Praise God and may God help us live according to the Good!

Suppose that the Good does not exist apart from God. The Euthyphro dilemma worries that if whatever God does is good, nothing is certainly evil.  Could God do evil and so make it good? Surely that is not true. If God killed for fun, then killing for fun would still be wrong—right?

This is like asking “Can God create a rock so big that God cannot move that rock?” He cannot because God cannot will to do something impossible. Is this a meaningful limit on God’s power?

It is only so if you think Captain Kirk could really have destroyed computers by presenting them with simple logical dilemmas. Kirk might have been able to do so, but only if the original programmers were so stupid they allowed their god machines to work on obviously impossible tasks. Why would God wish to do a thing that God cannot do?

God is Good

Suppose God just is the Good and we are created in God’s image. If so, then our instinct that torturing people for fun is wrong comes from God. We are a small imitation, often imperfect in our defective state, of God. We can only judge God because we are created like God.

As a result, we imagine how God might will an evil deed and then we might judge God! Yet God cannot will to do what God hates. We have the predisposition to hate those things because we already are created in God’s image. We judge our hypothetical bad “God” by what God made in us. Meanwhile, God wills what He will, because God is Good.

The true Light shines and every other light derives from that Light. When the sun shines, we know the light is coming, but we cannot produce light ourselves. We know about light, but we cannot make the true Light. We can only create small sparks because that is our God-given nature.

God is good. There exists no culture that is tolerable that theists did not create.  These cultures might survive for a few decades when hijacked, but cultural sterility soon destroys those states.

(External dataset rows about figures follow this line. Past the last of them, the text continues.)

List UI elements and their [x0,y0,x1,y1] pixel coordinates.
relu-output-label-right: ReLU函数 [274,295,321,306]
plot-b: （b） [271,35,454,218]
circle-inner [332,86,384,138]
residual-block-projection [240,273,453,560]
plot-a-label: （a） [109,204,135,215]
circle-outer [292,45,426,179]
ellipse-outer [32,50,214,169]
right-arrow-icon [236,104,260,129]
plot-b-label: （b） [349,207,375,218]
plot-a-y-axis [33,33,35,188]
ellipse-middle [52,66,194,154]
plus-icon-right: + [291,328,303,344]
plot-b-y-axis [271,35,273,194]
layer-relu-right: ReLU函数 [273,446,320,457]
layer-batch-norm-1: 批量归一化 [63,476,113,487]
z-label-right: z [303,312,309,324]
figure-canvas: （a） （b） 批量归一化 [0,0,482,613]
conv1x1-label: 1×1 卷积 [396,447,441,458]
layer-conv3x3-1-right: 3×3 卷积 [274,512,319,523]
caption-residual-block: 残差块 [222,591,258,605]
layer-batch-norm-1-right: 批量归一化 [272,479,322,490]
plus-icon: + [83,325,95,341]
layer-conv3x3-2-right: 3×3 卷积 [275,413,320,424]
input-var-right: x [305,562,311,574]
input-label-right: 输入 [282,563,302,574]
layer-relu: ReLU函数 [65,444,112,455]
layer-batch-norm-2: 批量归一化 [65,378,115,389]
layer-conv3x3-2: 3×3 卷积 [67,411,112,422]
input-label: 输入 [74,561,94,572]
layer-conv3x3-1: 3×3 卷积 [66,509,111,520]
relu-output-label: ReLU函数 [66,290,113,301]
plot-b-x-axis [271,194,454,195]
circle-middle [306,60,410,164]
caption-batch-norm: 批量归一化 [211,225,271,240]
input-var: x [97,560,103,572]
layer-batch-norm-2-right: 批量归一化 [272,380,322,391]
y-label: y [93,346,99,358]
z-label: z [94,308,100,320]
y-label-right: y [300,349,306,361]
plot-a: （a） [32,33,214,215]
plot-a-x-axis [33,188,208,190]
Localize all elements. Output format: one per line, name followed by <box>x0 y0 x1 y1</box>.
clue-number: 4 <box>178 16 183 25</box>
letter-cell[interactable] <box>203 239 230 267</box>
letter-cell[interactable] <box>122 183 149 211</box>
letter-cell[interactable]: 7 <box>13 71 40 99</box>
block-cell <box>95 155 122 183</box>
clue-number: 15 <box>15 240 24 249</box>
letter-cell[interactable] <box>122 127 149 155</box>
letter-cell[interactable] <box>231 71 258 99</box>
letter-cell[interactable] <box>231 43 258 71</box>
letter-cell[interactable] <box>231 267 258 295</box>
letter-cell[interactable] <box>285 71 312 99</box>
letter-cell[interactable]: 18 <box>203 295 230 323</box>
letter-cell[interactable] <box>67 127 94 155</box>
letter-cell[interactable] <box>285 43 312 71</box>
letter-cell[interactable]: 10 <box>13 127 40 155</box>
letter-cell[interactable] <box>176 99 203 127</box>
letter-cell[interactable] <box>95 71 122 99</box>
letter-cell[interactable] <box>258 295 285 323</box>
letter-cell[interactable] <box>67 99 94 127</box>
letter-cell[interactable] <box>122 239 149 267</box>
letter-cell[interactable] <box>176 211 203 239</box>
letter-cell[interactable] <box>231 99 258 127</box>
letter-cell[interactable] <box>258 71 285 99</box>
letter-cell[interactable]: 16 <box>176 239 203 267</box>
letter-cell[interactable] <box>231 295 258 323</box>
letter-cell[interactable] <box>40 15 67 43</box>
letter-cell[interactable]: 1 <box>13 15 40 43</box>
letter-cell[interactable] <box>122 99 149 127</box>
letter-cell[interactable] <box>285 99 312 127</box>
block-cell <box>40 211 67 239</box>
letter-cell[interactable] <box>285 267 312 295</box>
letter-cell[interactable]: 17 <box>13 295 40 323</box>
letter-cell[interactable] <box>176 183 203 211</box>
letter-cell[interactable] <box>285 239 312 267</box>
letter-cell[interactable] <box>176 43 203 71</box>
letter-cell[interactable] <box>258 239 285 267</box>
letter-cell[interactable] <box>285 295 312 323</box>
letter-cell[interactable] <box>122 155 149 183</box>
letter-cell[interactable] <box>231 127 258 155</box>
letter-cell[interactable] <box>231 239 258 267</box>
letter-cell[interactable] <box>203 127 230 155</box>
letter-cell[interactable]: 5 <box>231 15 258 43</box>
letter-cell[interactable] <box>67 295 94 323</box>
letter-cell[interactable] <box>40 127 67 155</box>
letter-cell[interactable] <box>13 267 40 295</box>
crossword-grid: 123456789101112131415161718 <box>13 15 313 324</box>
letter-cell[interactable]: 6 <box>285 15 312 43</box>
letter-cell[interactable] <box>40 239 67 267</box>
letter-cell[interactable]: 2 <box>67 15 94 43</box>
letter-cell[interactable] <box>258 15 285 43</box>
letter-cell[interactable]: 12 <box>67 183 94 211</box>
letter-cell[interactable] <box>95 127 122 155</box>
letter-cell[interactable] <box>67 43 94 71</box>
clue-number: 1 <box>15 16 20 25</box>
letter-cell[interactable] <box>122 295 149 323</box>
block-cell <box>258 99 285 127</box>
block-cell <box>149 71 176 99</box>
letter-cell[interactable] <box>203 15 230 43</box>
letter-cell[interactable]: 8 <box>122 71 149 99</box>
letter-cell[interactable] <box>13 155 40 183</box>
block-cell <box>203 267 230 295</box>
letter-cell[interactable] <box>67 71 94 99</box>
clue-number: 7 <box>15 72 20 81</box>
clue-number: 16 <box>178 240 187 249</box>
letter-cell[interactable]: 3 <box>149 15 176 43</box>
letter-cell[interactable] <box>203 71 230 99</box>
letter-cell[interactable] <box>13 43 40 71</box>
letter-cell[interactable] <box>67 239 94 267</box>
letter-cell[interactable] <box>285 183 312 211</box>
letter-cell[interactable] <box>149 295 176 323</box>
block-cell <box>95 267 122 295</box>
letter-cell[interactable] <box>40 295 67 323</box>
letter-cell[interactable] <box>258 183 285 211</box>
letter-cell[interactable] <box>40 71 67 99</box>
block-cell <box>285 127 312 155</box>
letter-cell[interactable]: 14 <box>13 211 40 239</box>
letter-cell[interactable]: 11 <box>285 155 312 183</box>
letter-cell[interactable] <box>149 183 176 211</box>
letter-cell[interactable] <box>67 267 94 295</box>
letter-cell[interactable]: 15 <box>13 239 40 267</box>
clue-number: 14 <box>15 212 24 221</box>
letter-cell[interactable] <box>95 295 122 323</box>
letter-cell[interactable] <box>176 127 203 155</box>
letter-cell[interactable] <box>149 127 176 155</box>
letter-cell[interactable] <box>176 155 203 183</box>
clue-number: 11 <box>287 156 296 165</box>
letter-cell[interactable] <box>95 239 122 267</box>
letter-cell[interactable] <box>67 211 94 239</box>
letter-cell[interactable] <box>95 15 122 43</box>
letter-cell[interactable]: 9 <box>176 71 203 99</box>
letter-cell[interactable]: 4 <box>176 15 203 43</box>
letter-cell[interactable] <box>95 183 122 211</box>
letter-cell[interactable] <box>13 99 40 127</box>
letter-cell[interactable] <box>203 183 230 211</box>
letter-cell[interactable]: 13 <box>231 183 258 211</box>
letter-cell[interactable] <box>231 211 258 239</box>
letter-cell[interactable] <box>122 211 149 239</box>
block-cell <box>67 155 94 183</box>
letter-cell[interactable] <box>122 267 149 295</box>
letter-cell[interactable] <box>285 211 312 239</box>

We need the Light that is behind the sun. That Light has come, is here, and will come again.

——————

*M is a non-Christian that sent me 55 questions earlier this year. He has asked that I not reveal his or her name. I will write as if “he” is a male, but this is for convenience. I do not know if I will get to all his questions.  I try to limit my answers to hundreds and not thousands of words. Here are questions 1, 2, 3, 6, 7, 8, 1217, 1923, 2627, 28, 333435 37, 3839, 40444754 , and 55.

**The dilemma misses the point on piety that Plato is making, however, as I argue here. 

*** In fact, Plato does think knowing means we will do, but he misses weakness of will. We can know, wish to do, and be unable (like an addict). Aristotle improved on Plato by introducing akrasia, if he improved on Plato in few other areas!

****There is a vast literature on the Euthyphro dilemma. Any short answer cannot sum up that discussion. Start here.

This post was edited by Rachel Motte.